Jon also thinks our Lego metaphor is not the right one: “We should be making tools that can be attached firmly to one another, not that conform to a preset set of shapes.” In the end, it’s probably not essential to debate in detail which metaphor is correct, as long as we agree, more or less, on the conceptual level. We agree completely that the key is that the NGDLE components “attach firmly to one another.”

As for the pieces themselves, the last time we looked, there is also a huge variety of Lego pieces. Want Spiderman, the Big Bang Theory characters, Liam Neeson, or Lionel Messi? You got it. But seriously: in most cases, NGDLE digital components would indeed come as “pieces” that you then snap into place. Perhaps where the Lego metaphor breaks down is that if the NGDLE pieces are open, then you can modify them or your can create your own pieces.

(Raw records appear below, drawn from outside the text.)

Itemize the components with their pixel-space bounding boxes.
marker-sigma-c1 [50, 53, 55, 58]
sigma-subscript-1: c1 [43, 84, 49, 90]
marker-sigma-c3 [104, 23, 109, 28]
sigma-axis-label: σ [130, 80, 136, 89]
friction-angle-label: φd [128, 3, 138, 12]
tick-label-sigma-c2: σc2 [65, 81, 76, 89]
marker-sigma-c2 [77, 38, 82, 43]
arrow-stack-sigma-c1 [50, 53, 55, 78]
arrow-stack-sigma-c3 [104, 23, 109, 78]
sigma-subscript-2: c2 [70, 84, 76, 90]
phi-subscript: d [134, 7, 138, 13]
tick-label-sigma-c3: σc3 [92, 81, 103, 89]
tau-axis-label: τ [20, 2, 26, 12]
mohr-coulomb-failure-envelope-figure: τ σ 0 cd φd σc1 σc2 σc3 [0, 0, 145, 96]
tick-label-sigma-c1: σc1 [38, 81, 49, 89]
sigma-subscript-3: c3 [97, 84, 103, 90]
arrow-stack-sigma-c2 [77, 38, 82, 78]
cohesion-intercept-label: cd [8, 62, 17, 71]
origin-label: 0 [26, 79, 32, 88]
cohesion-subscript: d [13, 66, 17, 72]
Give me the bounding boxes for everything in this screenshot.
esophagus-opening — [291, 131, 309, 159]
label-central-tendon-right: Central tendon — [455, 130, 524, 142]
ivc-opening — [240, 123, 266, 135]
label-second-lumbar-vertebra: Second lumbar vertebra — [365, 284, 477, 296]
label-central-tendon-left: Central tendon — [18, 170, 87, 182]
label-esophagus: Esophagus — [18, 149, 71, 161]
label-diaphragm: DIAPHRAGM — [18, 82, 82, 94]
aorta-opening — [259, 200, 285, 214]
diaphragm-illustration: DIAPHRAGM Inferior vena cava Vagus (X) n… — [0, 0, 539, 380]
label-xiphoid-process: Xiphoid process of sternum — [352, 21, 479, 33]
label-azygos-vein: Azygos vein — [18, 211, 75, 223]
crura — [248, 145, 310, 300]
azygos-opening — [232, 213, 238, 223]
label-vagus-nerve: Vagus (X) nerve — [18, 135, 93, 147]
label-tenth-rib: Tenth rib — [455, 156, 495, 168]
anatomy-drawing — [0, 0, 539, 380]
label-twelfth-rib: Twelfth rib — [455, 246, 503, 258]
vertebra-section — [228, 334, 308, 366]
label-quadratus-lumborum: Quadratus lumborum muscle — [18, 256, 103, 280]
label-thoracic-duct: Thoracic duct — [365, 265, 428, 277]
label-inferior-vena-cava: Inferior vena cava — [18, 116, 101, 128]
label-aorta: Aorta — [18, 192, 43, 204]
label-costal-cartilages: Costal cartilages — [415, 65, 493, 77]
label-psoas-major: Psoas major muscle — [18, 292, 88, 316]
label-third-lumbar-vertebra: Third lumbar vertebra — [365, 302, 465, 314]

In any event, we are not attached to the Lego metaphor, and if it is off the mark, we have no issue questing for another that better captures our thinking.

One final point. Jon Dron writes: “NGDLE is an appalling acronym!”

We actually agree with that assessment, even though its very ugliness and complexity does make it easier to search online for discussions about it. We would be happy to consider a more elegant and emotionally vibrant name.

Tell us what you think. We welcome Tony’s and Jon’s input as well as comments from other community members. We all have a stake in where this discussion takes us.

Malcolm Brown headshot

Malcolm Brown

Director, EDUCAUSE Learning Initiative

Malcolm Brown has been Director of the EDUCAUSE Learning Initiative since 2009 and has initiated major ELI undertakings such as its Seeking Evidence of Impact program and the Learning Space Rating System. Prior to assuming the ELI directorship, he was the Director of Academic Computing at Dartmouth College, overseeing a team active in instructional technology, research computing, classroom technology, and pedagogical innovation.